1. How to Think, How to
Be
Presented at UC San Francisco
Marcus A Banks
November 21, 2016
2. Topic
General principles of critical
evaluation of sources, which
apply to everything from wiki
entries to journal articles to
news stories to textbooks.
6. Settled Facts (A Partial
List)
2 + 2 = 4
Yellow and Blue Make Green
There are 180 degrees in a triangle
A square is a rectangle, a rectangle is not
a square
11. Overstatement: Passion
These are strongly held claims, honorably made.
Rhetorical over-reach occurs, but without a
conscious attempt to evade, mislead or deceive.
Signs of a passionate overstater:
They have argued the same points the same
way for many years
They frequently use phrases such as “well,
we’re all entitled to our opinion” and “guess
we’ll have to agree to disagree.”
14. Mis-statement: Bad
Incentives
Novelty and Bold
Claims
Publish or Perish
Scholarly
Publishing
Errors
or
Fraud
in
Articles
Retraction of
Scientific
Papershttp://retractionwatch.com/
15. Misconduct accounts for the majority of the
retracted scientific publication. doi:
10.1073/pnas.1212247109
http://www.pnas.org/content/109/42/17028.full.pdf?with-ds=yes
18. Mis-Statement: Bad
Incentives
More disturbing than the excesses of passionate
overstatement
An active intent to deceive
Explainable – not justified ethically – as the
consequence of perverse incentives behind
academic advancement
Change those incentives, change the behavior
24. Lies: Bad Character
An active intent to defame and deceive
Not reversible by shifting incentives
Responses by shaming are futile, as this entire
mode is shameless
25. Why Lies Work
Confirmation Bias: We all gravitate
toward information that confirms our pre-
conceptions, and recoil from information
that challenges our ideas
System 1 Thinking (Daniel Kahneman):
The mind generally makes rapid decisions
on the basis of limited and/or false
information
27. How to Think, How to Be
Proactively call on System 2 Thinking.
The conscious mind that actively
challenges our mental short cuts and
lazy thinking. Hard but invigorating
work.
Support good and engaging
journalism.
Trust Project: http://thetrustproject.org/
28. Do not despair.
The Internet is still just a baby, so
the infantile behavior we see
online is not so surprising. The
Web remains the greatest tool for
knowledge creation and sharing
ever known.
We can help it grow
Premise: A continuum of human motivations – from more to less noble – results in the distribution of many types of erroneous information.
Many things are not so clear cut.
You can click on this image to play the video, it starts at 2min 15 second
Scholarly publishing rewards novelty and “bold claims,” leading people to cut corners.
Publication at all costs (“publish or perish”) serves as another incentive to writing quickly and carelessly.
Retractions of scientific papers an enduring problem: http://retractionwatch.com/
By Fang, Steen, and Casadevall, 2012
By Fang, Steen, and Casadevall, 2012
By Fang, Steen, and Casadevall, 2012
The good news is that the percentage of retraction is still relatively small.
PWL: I think this slide is repeating the information on the next slide. You can verbally talk about it, no need to show the text.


■ **EXERCISE AIM**: A word-for-word copy of the data is what's wanted; pictures stay out of it.
________________________________________
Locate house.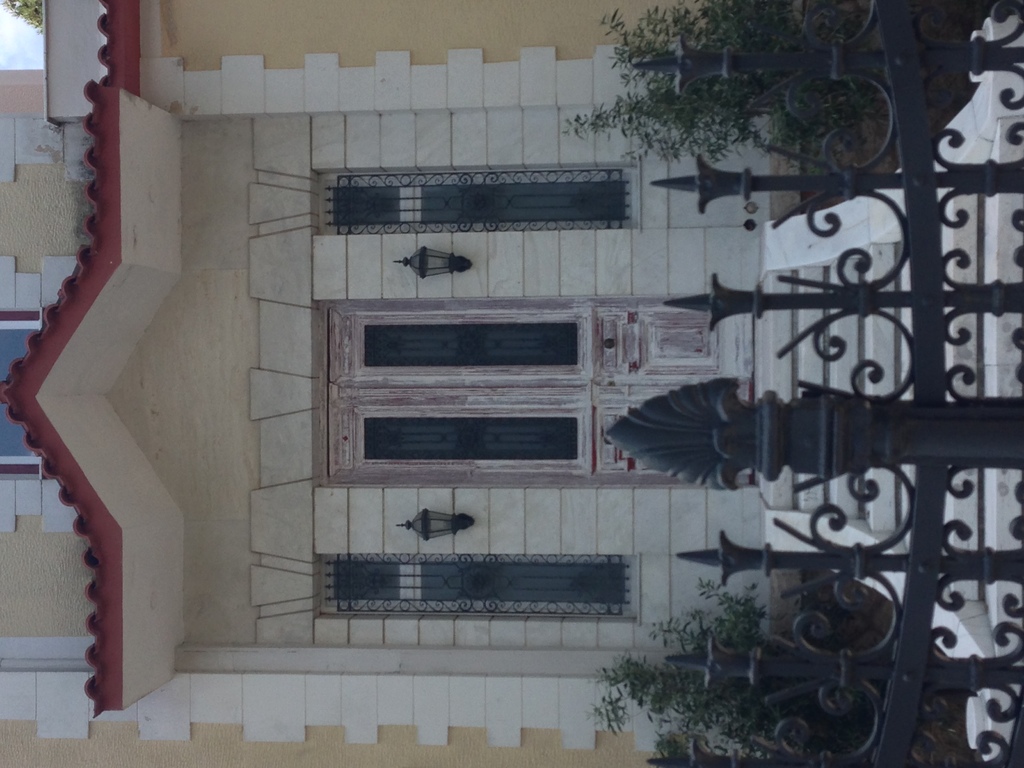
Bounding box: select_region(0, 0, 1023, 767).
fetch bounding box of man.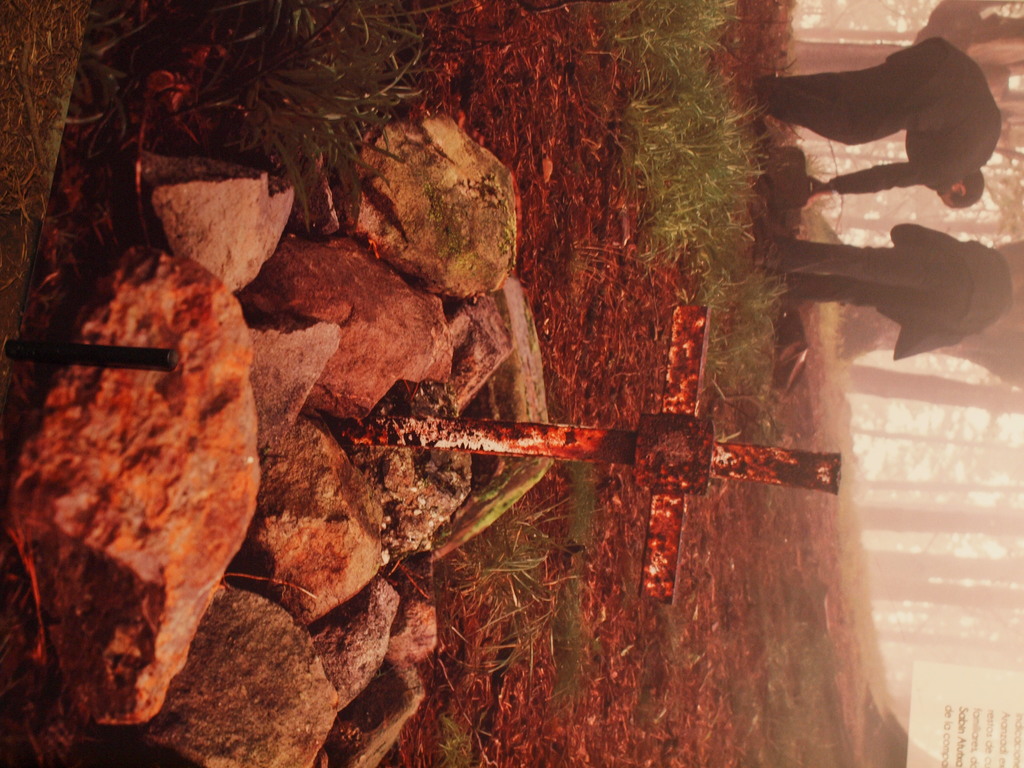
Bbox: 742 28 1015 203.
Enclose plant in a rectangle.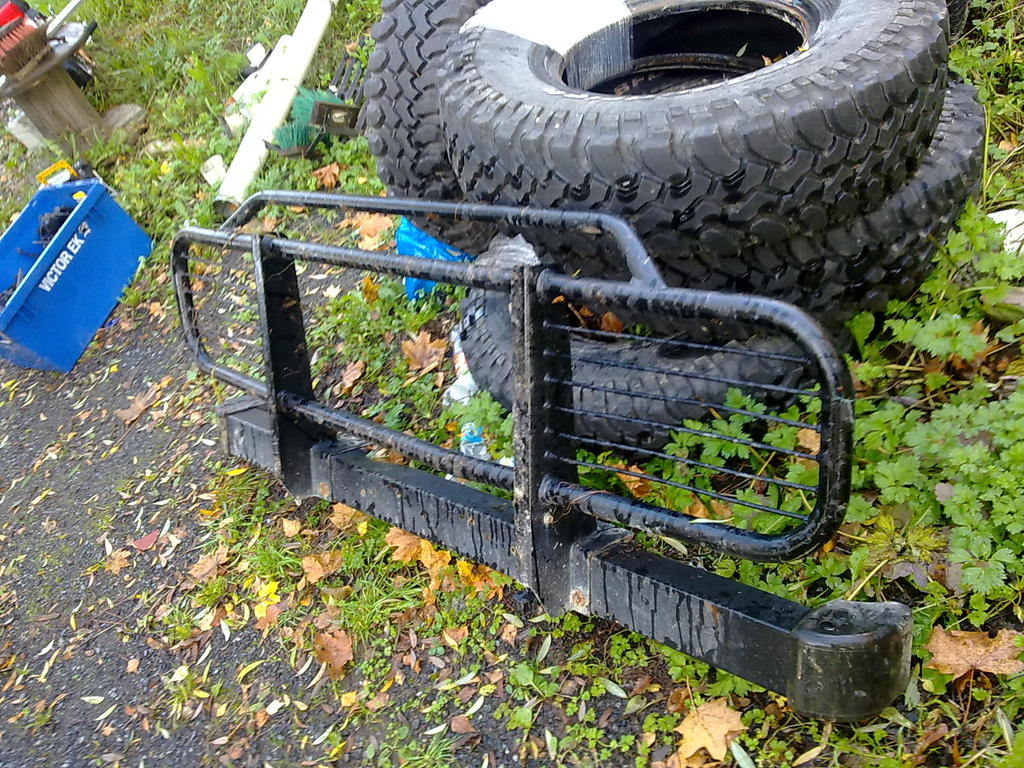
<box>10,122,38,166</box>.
________________________________________
■ **RESULT**:
Locate house.
Bounding box: select_region(0, 0, 1023, 767).
fetch bounding box of man.
Bbox: 742 28 1015 203.
Enclose plant in a rectangle.
<box>10,122,38,166</box>.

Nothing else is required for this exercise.